O the lands! interlinked, food-yielding lands!
Land of coal and iron! Land of gold! Lands of cotton, sugar, rice!
Land of wheat, beef, pork! Land of wool and hemp! Land of the apple and
grape!
Land of the pastoral plains, the grass-fields of the world! Land of those
sweet-aired interminable plateaus!
Land of the herd, the garden, the healthy house of adobie!
Lands where the north-west Columbia winds, and where the south-west
Colorado winds!
Land of the eastern Chesapeake! Land of the Delaware!
Land of Ontario, Erie, Huron, Michigan!
Land of the Old Thirteen! Massachusetts land! Land of Vermont and
Connecticut!
Land of the ocean shores! Land of sierras and peaks!
Land of boatmen and sailors! Fishermen's land!
Inextricable lands! the clutched together! the passionate ones!
The side by side! the elder and younger brothers! the bony-limbed!
The great women's land! the feminine! the experienced sisters and the
inexperienced sisters!
Far-breathed land! Arctic-braced! Mexican-breezed! the diverse! the
compact!
The Pennsylvanian! the Virginian! the double Carolinian!
O all and each well-loved by me! my intrepid nations! O I at any rate
include you all with perfect love!
I cannot be discharged from you--not from one, any sooner than another!

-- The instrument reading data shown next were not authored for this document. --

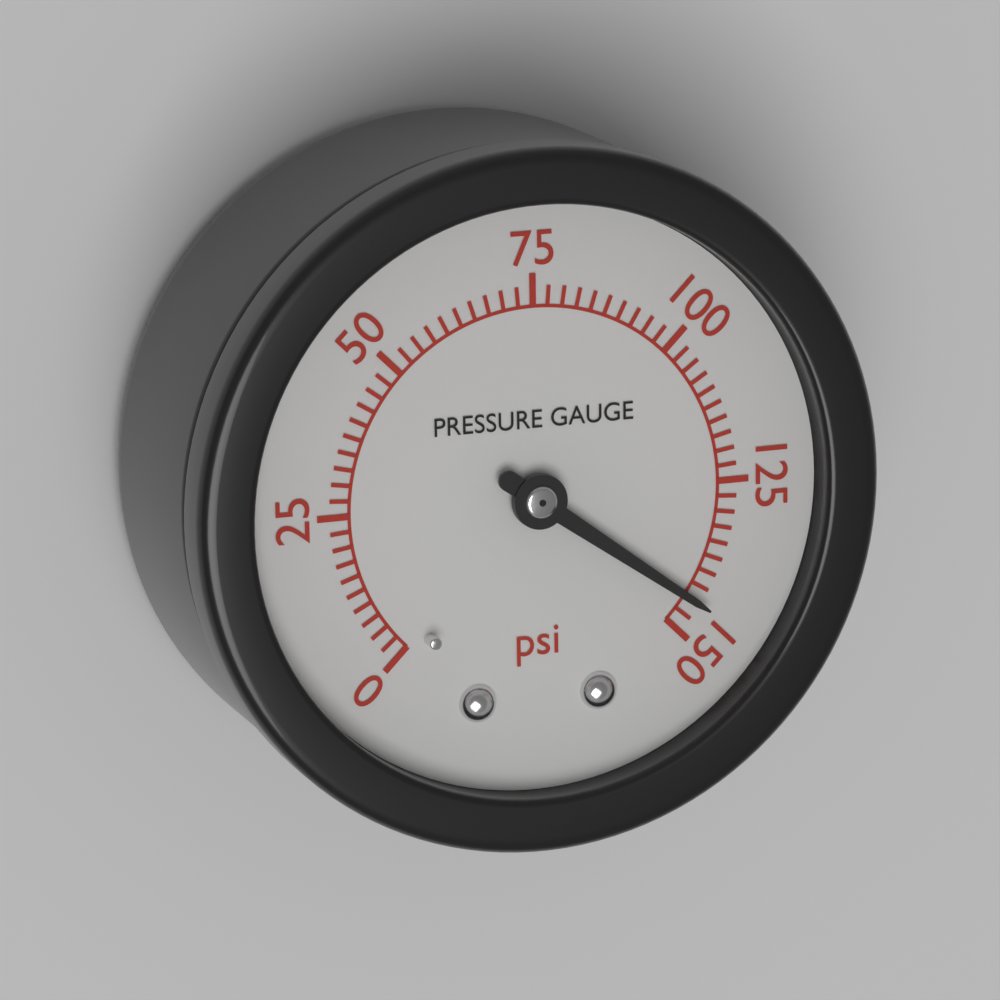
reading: 145.0 psi
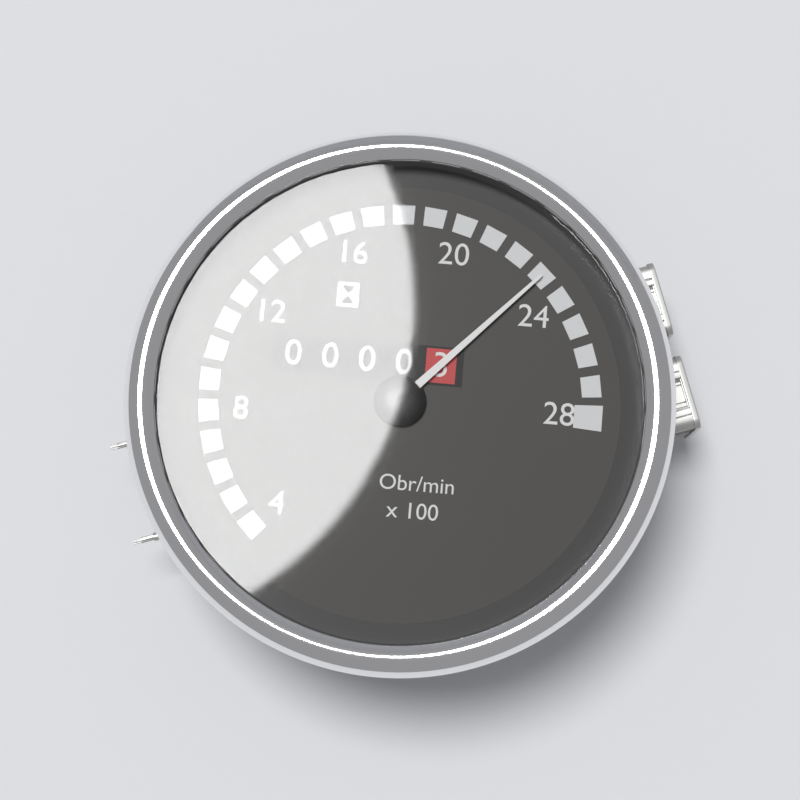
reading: 23 Obr/min x100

O Death! O!--for all that, I am yet of you unseen, this hour, with
irrepressible love,
Walking New England, a friend, a traveller,
Splashing my bare feet in the edge of the summer ripples, on Paumanok's
sands,
Crossing the prairies--dwelling again in Chicago--dwelling in every town,
Observing shows, births, improvements, structures, arts,
Listening to the orators and the oratresses in public halls,
Of and through the States, as during life[4]--each man and woman my
neighbour,
The Louisianian, the Georgian, as near to me, and I as near to him and her,
The Mississippian and Arkansian yet with me--and I yet with any of them;
Yet upon the plains west of the spinal river--yet in my house of adobie,
Yet returning eastward--yet in the Sea-Side State, or in Maryland,
Yet Canadian cheerily braving the winter--the snow and ice welcome to me,
or mounting the Northern Pacific, to Sitka, to Aliaska;
Yet a true son either of Maine, or of the Granite State,[5] or of the
Narragansett Bay State, or of the Empire State;[6]
Yet sailing to other shores to annex the same--yet welcoming every new
brother;
Hereby applying these leaves to the new ones, from the hour they unite with
the old ones;
Coming among the new ones myself, to be their companion and equal--coming
personally to you now;
Enjoining you to acts, characters, spectacles, with me.